Senator Ted (Tubes) Stevens uses Word 2007

If he knew how to use a computer that is. We all love Senator Ted Stevens, especially his views on net neutrality.

Just a heads up. You may see in the screencast that sometimes I would be clicking ‘invisible’ objects on the screen. This is caused by the screen recorder not picking up the drop-down menus in Office 2007. This is only an issue with XP’s rendering engine combined with Camtasia the screen recorder.

Recreating a series of tubes
Click image to view video (Quicktime H.264 2:05min)

Warning: I am sending an enormous amounts of material, enormous amounts of material. I am not responsible for whatever happens to your own personal internet.

In addition: If you want a proper overview/screencast of Microsoft Office Word 2007, have a look at this video I did in June. Oldie but goodie.

Blind me VirginBlue

VirginBlue website
Ahhhhhhhhhhhhhhhhhhhhhh.

Does VirginBlue even want my business? If so, please don’t blind me. I really want to find out more about your generous fare prices, but my head feels like its going to explode. I don’t know how thousands and thousands of your customers deal with it, but I can’t. And there’s nothing blue about it.

VirginBlue blue website
Wouldn’t something like this work a whole lot better?

What’s up Doc?

The last few days has been very exciting. I received an overwhelming amount of response for the speech recognition demo on Vista.

There were over 40,000 pages served on more than 550GB of bandwidth in the first 48 hours. Proudly beating my previous record of 200GB for the original Vista screencasts. Obviously over the next few weeks, thanks to the long-tail phenomenon, that page-view count and bandwidth will continue to grow. My host wants to sends me the bill, but deep down inside, he loves it. 😛

The Digg article currently stands at 1703 diggs. I don’t think it’ll reach 2000, but clearly beat any expectations I had.

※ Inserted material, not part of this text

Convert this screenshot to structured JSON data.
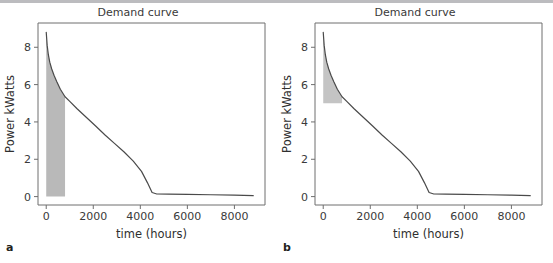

I better be careful not to clog any tubes. Otherwise Senator Ted Stevens may not be able to get his internet.

Watch this space on Monday for a chance to win a prize valued at nearly $300.

You got me. I work for Microsoft.

This guy caught me out. I quote, with editorials in italics,

Hey, I found a fairly slick blog (its flattering) claiming to be completely independantly produced by an 18yr old (still 18 today). However, it’s clearly a Microsoft site complete with Apple-bashing (an eye-for-an-eye), a NineMSN commercial (NineMSN sucks), a story title “MSNBC deceived the public: Vista’s speech recognition demo” and MS-critic bashing (so whats why I kept countless MS-bashing comments in my blog), with a few lame attempts to throw people of the the fairly rank scent of the Microsoft Corporation.

Microsofts Faux Blog [istartedsomething.com] (thats me!)

I thought you could do your part and call MS out on this one by leaving a comment to the effect of “We know this is a Microsoft astroturf advertisment that intentionally aims to mislead readers to beleive messages that benefit the corporations agenda (profit!).”

…Or you could just flame be and tell me how redundant this is.

Now that you’ve brought the subject up, I’d love to write the Microsoft Faux Blog. But it sucks that I have to study full-time at Monash University.

monashcard.jpg

Aero Diamond doesn’t exist, is not coming

AeroIn my quest to find out the truth about Aero Diamond, I got the official word from a Microsft manager who worked directly with or overlooked the codename “Diamond” project.

Diamond was the codename for the Media Center functionality in Vista. Aero is the codename/feature name for the 3D desktop. Looks to me like someone jammed them together.

Technically, Aero Diamond did not exist. Aero did, and so did Diamond, but not as Aero Diamond. So what this ATI presentation slide was referring to was only to the Media Centre experience. Someone along the way must have combined the terms Aero and Diamond to describe the UI in Vista’s Media Center, but that mislead many Vista community members.

From that point onwards, people labelled Aero Diamond as an UI experience a tier above Aero Glass and began to speculate what it looked like. Of course, during the few years as a rumour, no one could ever discover what it looked like. This lead some to believe it was Microsoft’s secret theme for Vista, but no one could prove it. And now we now why.

Aero will ship. Diamond will ship. Aero Diamond did not exist and will definetely not ship with Windows Vista.

Update: In a later interview with Tjeerd Hoek, director of user experience for Windows Vista, details of a codename “Aero Diamond” were finally revealed. Whilst this does confirm the existence of an “Aero Diamond”, however it was never intended to ship with Windows Vista and basically describes a set of future UX concepts.